March 20, 2010

'O my friends, there is no friend' (Aristotle)/'O my enemies, there is no enemy' (Nietzsche)

1
KERRO MINULLE, KUKA ON VIHOLLISESI, NIIN KERRON SINULLE, KUKA OLET.
Carl Schmitt

2
Carl Schmitt's Real Enemy: The Citizen of the Non-exclusive Democratic Community?
Mika Ojakangas

“If the political is to exist, one must know who everyone is, who is a friend and who is an enemy, and this knowing is not in the mode of theoretical knowledge but in one of a practical identification.” Nevertheless, the enemy, who actually is identified, is not Carl Schmitt's real enemy. On the contrary, the identified enemy is his friend to the extent that it constitutes by exclusion what is most important to Schmitt: the existence of the political, and thereby, the Volk. Schmitt's real enemy is, as I try to demonstrate in this article, anyone who is not identified, the anonymous “natural existence of groups of individuals who just happen to live together” (Schmitt). In Schmitt's Nazi-period this anonymous individual got a concrete—although still non-identified—content: an assimilated Jew. And although Schmitt thought that he was a Christian thinker, in the end of this article I argue that the very first assimilated Jew was indeed St Paul, and that his doctrine of the “life in Christ” can be taken as a point of departure for thinking politics beyond enemies and exclusion.

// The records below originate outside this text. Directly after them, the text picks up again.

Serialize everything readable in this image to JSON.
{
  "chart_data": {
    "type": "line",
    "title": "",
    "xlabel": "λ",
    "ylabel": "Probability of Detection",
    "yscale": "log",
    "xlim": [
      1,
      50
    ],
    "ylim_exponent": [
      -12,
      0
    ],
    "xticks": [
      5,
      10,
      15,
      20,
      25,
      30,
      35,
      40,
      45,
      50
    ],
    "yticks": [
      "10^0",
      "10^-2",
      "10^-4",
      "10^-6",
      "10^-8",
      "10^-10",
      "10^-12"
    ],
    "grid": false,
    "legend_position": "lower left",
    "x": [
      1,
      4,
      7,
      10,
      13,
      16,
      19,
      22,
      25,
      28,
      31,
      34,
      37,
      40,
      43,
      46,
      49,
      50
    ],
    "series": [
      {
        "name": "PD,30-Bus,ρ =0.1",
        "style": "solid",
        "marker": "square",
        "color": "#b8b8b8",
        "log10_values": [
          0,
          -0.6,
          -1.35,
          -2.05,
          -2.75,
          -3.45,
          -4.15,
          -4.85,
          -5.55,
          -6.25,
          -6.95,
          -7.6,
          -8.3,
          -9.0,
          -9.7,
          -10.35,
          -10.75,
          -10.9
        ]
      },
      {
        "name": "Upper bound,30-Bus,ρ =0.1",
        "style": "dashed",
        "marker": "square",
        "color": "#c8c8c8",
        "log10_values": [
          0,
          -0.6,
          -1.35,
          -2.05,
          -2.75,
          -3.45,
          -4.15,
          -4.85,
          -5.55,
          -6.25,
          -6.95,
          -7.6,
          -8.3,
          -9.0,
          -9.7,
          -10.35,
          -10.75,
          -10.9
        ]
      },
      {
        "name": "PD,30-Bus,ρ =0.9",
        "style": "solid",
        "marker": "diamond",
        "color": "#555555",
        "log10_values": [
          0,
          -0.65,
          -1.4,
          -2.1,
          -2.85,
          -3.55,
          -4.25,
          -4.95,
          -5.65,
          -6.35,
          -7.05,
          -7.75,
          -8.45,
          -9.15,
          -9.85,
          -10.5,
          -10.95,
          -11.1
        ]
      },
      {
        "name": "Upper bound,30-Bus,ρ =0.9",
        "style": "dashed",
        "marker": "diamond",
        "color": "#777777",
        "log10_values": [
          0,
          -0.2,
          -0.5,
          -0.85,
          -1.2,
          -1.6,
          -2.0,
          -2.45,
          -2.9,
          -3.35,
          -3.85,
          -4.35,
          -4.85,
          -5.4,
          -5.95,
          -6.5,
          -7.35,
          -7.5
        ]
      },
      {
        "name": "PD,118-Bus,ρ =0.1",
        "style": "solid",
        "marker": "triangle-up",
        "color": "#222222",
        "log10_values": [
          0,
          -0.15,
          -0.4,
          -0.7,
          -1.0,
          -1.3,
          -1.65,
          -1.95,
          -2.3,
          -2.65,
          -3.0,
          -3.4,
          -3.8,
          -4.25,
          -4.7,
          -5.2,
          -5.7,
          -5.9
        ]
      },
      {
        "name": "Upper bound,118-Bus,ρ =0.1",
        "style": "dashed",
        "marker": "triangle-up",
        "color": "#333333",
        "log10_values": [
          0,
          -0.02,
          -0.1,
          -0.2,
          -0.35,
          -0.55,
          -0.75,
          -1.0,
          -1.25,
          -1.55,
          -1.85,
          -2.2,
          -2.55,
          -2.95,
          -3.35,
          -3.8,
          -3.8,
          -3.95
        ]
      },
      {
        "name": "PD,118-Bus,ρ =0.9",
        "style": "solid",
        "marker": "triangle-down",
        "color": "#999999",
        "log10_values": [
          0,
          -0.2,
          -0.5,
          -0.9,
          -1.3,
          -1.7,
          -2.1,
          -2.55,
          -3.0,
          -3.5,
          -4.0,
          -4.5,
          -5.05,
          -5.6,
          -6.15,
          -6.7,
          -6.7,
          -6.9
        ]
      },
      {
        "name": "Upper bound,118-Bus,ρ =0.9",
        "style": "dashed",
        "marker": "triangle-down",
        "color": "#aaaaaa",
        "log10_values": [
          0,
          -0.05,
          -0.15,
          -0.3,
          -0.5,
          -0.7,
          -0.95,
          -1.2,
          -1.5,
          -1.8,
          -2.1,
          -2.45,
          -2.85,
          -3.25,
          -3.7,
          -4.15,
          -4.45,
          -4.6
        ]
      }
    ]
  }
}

http://fi.wikipedia.org/wiki/Mika_Ojakangas
http://www.informaworld.com/smpp/278827219-4341831/content~db=all~content=a713619768
http://www.jyu.fi/yhtfil/redescriptions/Yearbook%202005/Fientz_review_05.pdf
http://www.amazon.com/Philosophy-Concrete-Life-Political-Philosophischer/dp/3039109634
http://granum.uta.fi/granum/kirjanTiedot.php?tuote_id=6808
http://www.tanum.no/product.aspx?isbn=9516073107

3
Politics of Friendship: Jacques Derrida

Loving Enemies, Loving Friends

Jacques Derrida's Politics of Friendship is a work that applies his use of differance to the concept of friendship. At base, Derrida sees that there is a play of difference associated with the concept of friendship. His book is the tracing out of the differences through a genealogical survey of thinkers from Plato and Aristotle to Nietzsche and Levinas. The genealogy reveals a vertiginous collapse among the concepts friend/enemy, friendship/enmity, and self/other. Derrida does not have to problematize the concept of friendship because it is already problematized by its very own history.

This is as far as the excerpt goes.